In a remarkably short period of time, the philosophy of Karl Marx changed the course of history.

At the height of its power, half the world fell under its dominion, kept there by a combination of fear, terror, and brute force.

Then suddenly in the late 1980’s, it imploded.

By all rights this should have been the end of Marxism. But it hasn’t turned out that way.

From environmentalism with its rejection of free markets to Critical Race Theory which sees white patriarchy as the source of all evil, you’ll find Marxism at its root. The leaders of Black Lives Matter, for example, openly acknowledge their devotion to Marxist ideology.

How do we explain this fascination for something that has so utterly failed everywhere it’s been put into practice?

We can find answers in one of Marx’s most enduring epigrams.

“From Each According to his Ability, to Each According to his Needs.”

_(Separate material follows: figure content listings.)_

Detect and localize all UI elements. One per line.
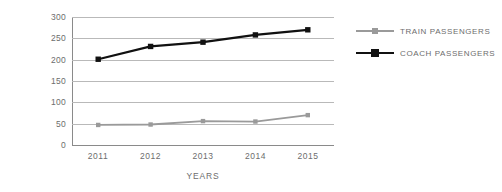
chart-legend: TRAIN PASSENGERS COACH PASSENGERS bbox=[356, 20, 502, 64]
data-point bbox=[96, 57, 101, 62]
line-chart: PASSENGERS (Millions) 300 250 200 150 10… bbox=[0, 0, 502, 192]
data-point bbox=[306, 113, 310, 117]
gridline-0 bbox=[72, 145, 334, 146]
x-tick-label-2015: 2015 bbox=[298, 151, 319, 161]
legend-swatch-coach-icon bbox=[356, 47, 394, 59]
data-point bbox=[253, 32, 258, 37]
y-tick-label: 100 bbox=[51, 97, 66, 107]
x-axis-title: YEARS bbox=[187, 171, 220, 181]
plot-area bbox=[72, 17, 334, 145]
data-point bbox=[96, 123, 100, 127]
x-tick-label-2013: 2013 bbox=[193, 151, 214, 161]
legend-item-coach[interactable]: COACH PASSENGERS bbox=[356, 42, 502, 64]
data-point bbox=[253, 119, 257, 123]
x-tick-label-2011: 2011 bbox=[88, 151, 108, 161]
legend-label-coach: COACH PASSENGERS bbox=[394, 49, 495, 58]
x-tick-label-2012: 2012 bbox=[140, 151, 161, 161]
y-tick-label: 0 bbox=[61, 140, 66, 150]
data-point bbox=[200, 39, 205, 44]
y-tick-label: 50 bbox=[56, 119, 66, 129]
y-tick-label: 150 bbox=[51, 76, 66, 86]
legend-item-train[interactable]: TRAIN PASSENGERS bbox=[356, 20, 502, 42]
y-tick-label: 200 bbox=[51, 55, 66, 65]
y-tick-label: 250 bbox=[51, 33, 66, 43]
series-layer bbox=[72, 17, 334, 145]
legend-swatch-train-icon bbox=[356, 25, 394, 37]
data-point bbox=[305, 27, 310, 32]
data-point bbox=[148, 122, 152, 126]
data-point bbox=[148, 44, 153, 49]
data-point bbox=[201, 119, 205, 123]
y-tick-label: 300 bbox=[51, 12, 66, 22]
x-tick-label-2014: 2014 bbox=[245, 151, 266, 161]
legend-label-train: TRAIN PASSENGERS bbox=[394, 27, 490, 36]
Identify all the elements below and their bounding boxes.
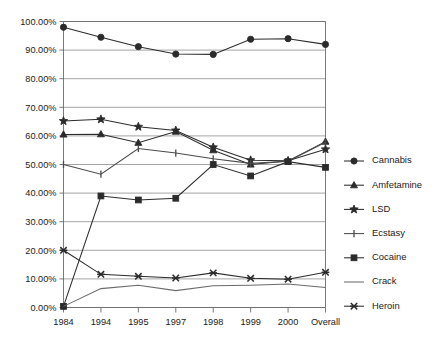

Marx was a poor economist, but a talented journalist, the only actual job he ever had. He knew how to turn a phrase. But what does this slogan mean? According to what ability? According to what need? And who determines anyone’s ability or anyone’s need?

Marx never bothered to answer these obvious questions. He had much bigger things on his mind: nothing less than the creation of an entirely new kind of world for an entirely new kind of human being.

Marx believed that by altering man’s economic and political institutions, he could alter — or even better — rewire the human brain; he could conjure a new consciousness that would replace the old “false” one. This new man would be less selfish and acquisitive and more altruistic and communal. In short, he would be a superior type of man.

Of course, this new man could only reach this goal if he wasn’t preoccupied with having to earn money. According to Marx, money and the pursuit of it ruined everything. Marx hated money – maybe because he never found a way to make it. Getting rid of it was central to his world view. Once a person’s subsistence — one’s daily bread — was distributed on the basis of need rather than greed, man’s natural communal affections — long suppressed by his capitalist overlords — would be renewed.

This is Marx channeling the 18th century French social thinker Jean Jacques Rousseau, one of the few people Marx admired. According to Rousseau, this is what you must do if you want to create a new society.

“He who dares to undertake the making of a people’s institutions must feel himself capable of changing…human nature, of transforming each individual, who by himself is a complete and solitary whole, into a part of a larger whole, from which . . . the individual receives his life and his being…”

Understand this and you understand not only a key feature of Marxist thought, but the dark history of the twentieth century.

Marx took Rousseau literally: human nature had to be returned to its allegedly pure, selfless state before capitalism, with its Enlightenment and Judeo-Christian values, “corrupted” him.

But creating this “new man” would be a formidable task. Marx anticipated that many would object, especially the owners and managers that had a large stake in the capitalist system. Friendly persuasion wasn’t going to get the job done. Only the ruthless application of State power would be up to the task.

Marx was all for it.

Private property, wage labor, competition, and profits — these would have to go. The State, now run by the workers themselves — The Dictatorship of the Proletariat, as Marx called it — would control production and pricing. It would wisely manage the economy: from each according to his ability, to each according to his needs.

And imagine how wonderful it would be — no more ego, no more self-interest; instead, everybody working for the benefit of everybody else. Peace. Love. Harmony.